’82 massacre survivors still live in despair
The people live under restrictions on their work, education and travel.
BEIRUT, Lebanon (AP) — Mahmoud Khalifa has tried five times to sneak into Europe. Each time, he was caught and sent back to Lebanon, the country where he was born but is denied some of the most basic rights because he is a Palestinian refugee.
“The most important thing for me is to leave this country. Ask any Palestinian youth in Lebanon and that’s what they will say,” the 24-year-old Khalifa said.
Khalifa works as a barber, but only occasionally. He quit school in the eighth grade, deciding education would have no benefit when there’s little chance of a promising career.
Extreme poverty and despair grip Lebanon’s 12 crowded Palestinian camps, home to 400,000 refugees. Crammed into a country half the size of New Jersey or Belgium, they live under severe restrictions on work, travel and education — a marked difference from their fellow refugees in Syria and Jordan, who have been largely integrated into society.
60th anniversary soon
Next year Palestinians mark the 60th anniversary of the war that drove hundreds of thousands of them into exile when Israel became a state. And this month Palestinians in Lebanon observed the 25th anniversary of one of their darkest episodes — the massacre in the Beirut camps of Sabra and Shatila by Israeli-backed Christian militiamen in which between 1,200 and 1,400 people died, by Lebanese Red Cross count.
And the tragedy goes on. Four months ago, thousands of Palestinians were driven from their homes in the Nahr el-Bared refugee camp in northern Lebanon as the army fought al-Qaida-inspired Islamic militants of various nationalities. Officials say at least 20 civilians died in the three months of fighting.
Previous generations of Palestinians in Lebanon had it a little better. In the 1970s, Yasser Arafat’s Palestine Liberation Organization was here, providing refugees with protection, employment and elaborate social and health institutions. But the PLO’s virtual state-within-a-state did not sit well with their Lebanese hosts.
In 1982, Israel invaded to drive out the PLO, and since then it has been a long, slow decline for the refugees.
For them, nothing marks the start of that decline as starkly as Sabra and Shatila — a horror that still echoes to Khalifa’s generation.
It came two weeks after Arafat and his guerrillas left. For three days — from Sept. 16-18, 1982, the Christian militiamen, sworn enemies of the PLO, rampaged through the two camps, slaughtering men, women and children. An Israeli commission of inquiry later found Ariel Sharon indirectly responsible. Sharon had to resign as defense minister.
Telling his story
At his home in Shatila recently, Khalifa stared at the floor, head bowed as he listened once again to his grandmother, Eftekar Shallah, and mother, Jamila Shallah, tell the story of how his grandfather was killed in the massacre, a year before he was born.
On the evening of Sept. 16, the family emerged from an underground shelter. The grandfather, Mohammed, gave his radio to his 10-year-old daughter Ikhlas to hold, then headed back to their house to lock it up.
There were gunmen on the roofs. The militiamen had ordered people to surrender, promising they would be spared — a promise often broken. Jamila grabbed her father’s hand as he headed back to the house and begged him to surrender. He left her and kept going.
As his wife, Eftekar, waited across the road, Mohammed headed back to her, only to fall to the ground, shot in the head by a single bullet.
“He died in front of our house, in front of me,” Eftekar, 71, said quietly.
Their story, told and retold over the years to keep the memory alive — has knitted together the lives of the grandmother, mother and son through the 25 years of despair that followed.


## Exercise description
Check every line of the entries below for "series", and copy the lines that have it.

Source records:

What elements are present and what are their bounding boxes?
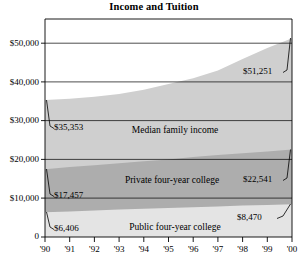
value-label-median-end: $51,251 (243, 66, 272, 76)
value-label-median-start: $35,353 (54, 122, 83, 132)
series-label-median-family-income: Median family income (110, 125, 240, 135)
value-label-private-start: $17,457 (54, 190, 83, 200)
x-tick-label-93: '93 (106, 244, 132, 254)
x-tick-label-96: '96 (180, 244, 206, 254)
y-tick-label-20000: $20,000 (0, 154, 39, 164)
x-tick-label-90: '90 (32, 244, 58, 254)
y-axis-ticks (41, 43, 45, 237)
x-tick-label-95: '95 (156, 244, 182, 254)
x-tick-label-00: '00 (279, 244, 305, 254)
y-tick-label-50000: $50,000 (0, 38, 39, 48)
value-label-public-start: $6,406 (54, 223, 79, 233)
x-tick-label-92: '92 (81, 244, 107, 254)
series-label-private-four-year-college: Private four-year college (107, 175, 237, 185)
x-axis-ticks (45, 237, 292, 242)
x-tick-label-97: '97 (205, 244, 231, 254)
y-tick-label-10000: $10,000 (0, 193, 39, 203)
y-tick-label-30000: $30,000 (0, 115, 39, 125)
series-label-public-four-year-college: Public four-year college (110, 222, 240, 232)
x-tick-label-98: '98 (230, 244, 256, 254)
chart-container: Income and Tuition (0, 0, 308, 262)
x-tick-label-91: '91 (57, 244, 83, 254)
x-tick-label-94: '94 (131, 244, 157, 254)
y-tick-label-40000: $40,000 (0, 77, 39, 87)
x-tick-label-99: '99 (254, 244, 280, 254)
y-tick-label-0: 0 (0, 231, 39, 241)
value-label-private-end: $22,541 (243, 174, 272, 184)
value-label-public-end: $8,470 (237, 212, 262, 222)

## Solution for this exercise
series-label-median-family-income: Median family income (110, 125, 240, 135)
series-label-private-four-year-college: Private four-year college (107, 175, 237, 185)
series-label-public-four-year-college: Public four-year college (110, 222, 240, 232)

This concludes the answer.